Writing before Hurricane Sandy hit Haiti and caused heavy flooding, Klarreich and Polman reported on Léogâne, epicenter of the 2010 earthquake, where some “80 to 90 percent of buildings” were destroyed, and which “sits at the intersection of three rivers”:
“In the Republic of NGOs, Léogâne is the City of NGOs,” said Joseph Philippe, 33, technical coordinator of the Municipal Civil Protection Committee of Léogâne.
The relief workers who flooded Léogâne, clogging the streets with their SUVs, were often young and idealistic, eager to join the effort to “build back better,” as Bill Clinton phrased it.
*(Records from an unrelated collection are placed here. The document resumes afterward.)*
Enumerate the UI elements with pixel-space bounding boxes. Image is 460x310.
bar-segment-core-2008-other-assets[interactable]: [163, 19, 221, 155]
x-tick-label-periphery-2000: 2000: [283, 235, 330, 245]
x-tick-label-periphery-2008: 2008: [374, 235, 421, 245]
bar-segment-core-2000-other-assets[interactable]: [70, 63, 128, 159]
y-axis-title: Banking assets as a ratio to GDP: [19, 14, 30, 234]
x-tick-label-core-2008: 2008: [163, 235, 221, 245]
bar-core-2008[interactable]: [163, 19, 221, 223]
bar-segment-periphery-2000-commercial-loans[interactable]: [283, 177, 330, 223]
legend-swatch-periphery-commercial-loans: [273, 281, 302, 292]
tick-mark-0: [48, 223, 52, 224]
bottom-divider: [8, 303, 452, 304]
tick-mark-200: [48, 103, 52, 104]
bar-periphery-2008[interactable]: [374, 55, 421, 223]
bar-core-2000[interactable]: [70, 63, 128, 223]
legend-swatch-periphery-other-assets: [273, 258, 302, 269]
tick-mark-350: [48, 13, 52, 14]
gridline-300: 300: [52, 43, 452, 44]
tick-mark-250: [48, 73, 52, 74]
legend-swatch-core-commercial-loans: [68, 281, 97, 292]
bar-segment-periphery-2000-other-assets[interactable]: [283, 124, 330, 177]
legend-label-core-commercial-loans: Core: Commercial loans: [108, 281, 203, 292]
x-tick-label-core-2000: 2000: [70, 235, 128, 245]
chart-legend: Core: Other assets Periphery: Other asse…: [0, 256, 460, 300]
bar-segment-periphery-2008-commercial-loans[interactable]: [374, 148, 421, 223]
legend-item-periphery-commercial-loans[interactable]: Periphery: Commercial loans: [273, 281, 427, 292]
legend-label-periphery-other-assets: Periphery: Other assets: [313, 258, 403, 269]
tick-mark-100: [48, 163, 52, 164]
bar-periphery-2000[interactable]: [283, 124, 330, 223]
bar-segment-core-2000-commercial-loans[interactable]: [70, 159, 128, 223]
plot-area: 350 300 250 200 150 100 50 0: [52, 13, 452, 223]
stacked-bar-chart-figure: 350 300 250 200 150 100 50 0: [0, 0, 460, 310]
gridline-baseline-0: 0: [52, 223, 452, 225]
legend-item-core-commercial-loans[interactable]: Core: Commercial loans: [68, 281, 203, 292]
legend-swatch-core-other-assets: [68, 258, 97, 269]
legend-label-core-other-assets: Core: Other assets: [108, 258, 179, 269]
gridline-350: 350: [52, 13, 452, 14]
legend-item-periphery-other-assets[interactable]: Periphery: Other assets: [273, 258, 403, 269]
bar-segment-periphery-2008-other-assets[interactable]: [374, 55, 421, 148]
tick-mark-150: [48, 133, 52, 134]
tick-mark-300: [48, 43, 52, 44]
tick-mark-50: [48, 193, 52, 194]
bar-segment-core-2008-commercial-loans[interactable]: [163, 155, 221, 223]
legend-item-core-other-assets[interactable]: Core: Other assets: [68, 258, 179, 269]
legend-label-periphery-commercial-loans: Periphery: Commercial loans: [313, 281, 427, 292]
But how these NGOs wanted to build Haiti back was often driven more by donor objectives than by the needs of the “beneficiaries,” as they are called in NGO-speak. What the people of Léogâne needed when their city was destroyed was new, safe housing on dry land. What they got instead were square boxes in the middle of a flood plain.
Léogâne sits at the intersection of three rivers. Yet not a single NGO was willing to work on shoring up the river bank and creating a sustainable drainage system, according to Philippe. It wasn’t part of their plan; it wasn’t what they’d been fundraising for. Philippe said that only the Canadian Center for International Studies and Cooperation helped reinforce the river banks with rocks, reducing the flood risk by 15 percent. Good, but hardly enough.
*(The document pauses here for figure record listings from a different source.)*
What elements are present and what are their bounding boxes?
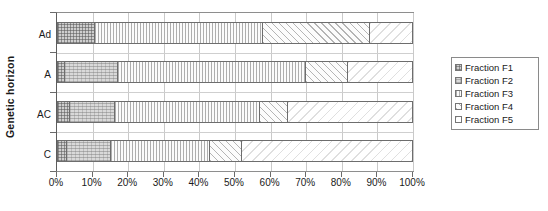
legend-label-f4: Fraction F4 [465, 102, 513, 112]
y-axis-title: Genetic horizon [2, 22, 18, 172]
legend-item-f2[interactable]: Fraction F2 [455, 74, 534, 87]
chart-legend: Fraction F1Fraction F2Fraction F3Fractio… [451, 57, 539, 130]
legend-swatch-icon-f1 [455, 64, 462, 71]
bar-segment-C-f5 [242, 141, 412, 161]
bar-segment-C-f3 [111, 141, 210, 161]
bar-segment-C-f4 [210, 141, 242, 161]
bar-segment-C-f2 [67, 141, 111, 161]
gridline-horizontal [57, 53, 413, 54]
x-axis-label-40: 40% [188, 178, 208, 188]
x-axis-tick [198, 172, 199, 177]
bar-segment-A-f2 [65, 62, 118, 82]
legend-item-f4[interactable]: Fraction F4 [455, 100, 534, 113]
y-axis-label-1: A [44, 70, 51, 80]
gridline-horizontal [57, 92, 413, 93]
legend-swatch-icon-f5 [455, 116, 462, 123]
bar-segment-AC-f5 [288, 102, 412, 122]
legend-label-f1: Fraction F1 [465, 63, 513, 73]
x-axis-label-0: 0% [49, 178, 63, 188]
x-axis-tick [270, 172, 271, 177]
x-axis-label-90: 90% [366, 178, 386, 188]
x-axis-tick [341, 172, 342, 177]
x-axis-label-30: 30% [153, 178, 173, 188]
bar-segment-AC-f3 [115, 102, 260, 122]
plot-area [56, 12, 414, 172]
x-axis-label-70: 70% [295, 178, 315, 188]
gridline-vertical [413, 13, 414, 171]
legend-item-f1[interactable]: Fraction F1 [455, 61, 534, 74]
bar-segment-AC-f1 [58, 102, 70, 122]
y-axis-label-0: Ad [39, 30, 51, 40]
x-axis-tick [56, 172, 57, 177]
bar-segment-Ad-f1 [58, 23, 95, 43]
bar-AC [57, 101, 413, 123]
x-axis-tick [412, 172, 413, 177]
chart-container: Genetic horizon Ad A AC C 0%10%20%30%40%… [0, 0, 548, 211]
legend-item-f3[interactable]: Fraction F3 [455, 87, 534, 100]
x-axis-label-10: 10% [82, 178, 102, 188]
x-axis-tick [127, 172, 128, 177]
bar-segment-A-f1 [58, 62, 65, 82]
x-axis-tick [234, 172, 235, 177]
bar-segment-AC-f2 [70, 102, 114, 122]
x-axis-tick [163, 172, 164, 177]
bar-segment-A-f4 [306, 62, 348, 82]
y-axis-label-3: C [44, 150, 51, 160]
x-axis-label-100: 100% [399, 178, 425, 188]
x-axis-label-50: 50% [224, 178, 244, 188]
x-axis-tick-labels: 0%10%20%30%40%50%60%70%80%90%100% [0, 178, 548, 192]
bar-segment-Ad-f5 [370, 23, 412, 43]
legend-swatch-icon-f2 [455, 77, 462, 84]
x-axis-tick [92, 172, 93, 177]
x-axis-tick [305, 172, 306, 177]
legend-item-f5[interactable]: Fraction F5 [455, 113, 534, 126]
bar-segment-Ad-f3 [95, 23, 263, 43]
bar-segment-AC-f4 [260, 102, 288, 122]
legend-swatch-icon-f3 [455, 90, 462, 97]
legend-label-f5: Fraction F5 [465, 115, 513, 125]
y-axis-label-2: AC [37, 110, 51, 120]
y-axis-category-labels: Ad A AC C [20, 12, 53, 172]
bar-segment-Ad-f4 [263, 23, 369, 43]
legend-label-f3: Fraction F3 [465, 89, 513, 99]
bar-Ad [57, 22, 413, 44]
gridline-horizontal [57, 132, 413, 133]
legend-swatch-icon-f4 [455, 103, 462, 110]
x-axis-tick [376, 172, 377, 177]
legend-label-f2: Fraction F2 [465, 76, 513, 86]
x-axis-label-80: 80% [331, 178, 351, 188]
x-axis-label-60: 60% [260, 178, 280, 188]
bar-segment-A-f3 [118, 62, 306, 82]
bar-segment-C-f1 [58, 141, 67, 161]
bar-C [57, 140, 413, 162]
bar-A [57, 61, 413, 83]
x-axis-label-20: 20% [117, 178, 137, 188]
bar-segment-A-f5 [348, 62, 412, 82]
“The irony,” said Philippe, “is that all the projects that the NGOs did put money into will get washed away in the floods that will come. The NGOs will continue to finance projects in underdeveloped countries in an underdeveloped way.”
It is not just health NGO’s that are pulling back from efforts in Haiti. Klarreich and Polman write:
…aid groups have been focusing on trimming back their operations or simply getting out by whatever means necessary. NGOs have stopped virtually all water deliveries to the camps, and they no longer repair or clean portable toilets. Meanwhile, an aid listserv, created to share situation reports and humanitarian bulletins, is being used by some aid workers to unload their personal effects and post rental vacancies. A recent deal was in the leafy downtown neighborhood of Pacot: $1,850 a month for a four-bedroom home complete with three round-the-clock security guards. To put this in perspective, the NGOs employing these same workers are offering tent-camp dwellers a one-time relocation gift of $500, paid directly to the landlord for a year’s rent. In the absence of a widespread housing solution, this is what the international aid community has come up with.
“The emergency is over, as far as donors are concerned,” said Valerie Amos of the UN Office for the Coordination of Humanitarian Affairs.
In reality, however, the emergency is far from over. Nearly 400,000 people still live in tent camps, along with dogs, chickens, rats, garbage and overflowing toilets. Thousands more have retreated to earthquake-shattered houses or other makeshift structures forged out of bits of tarp and tent.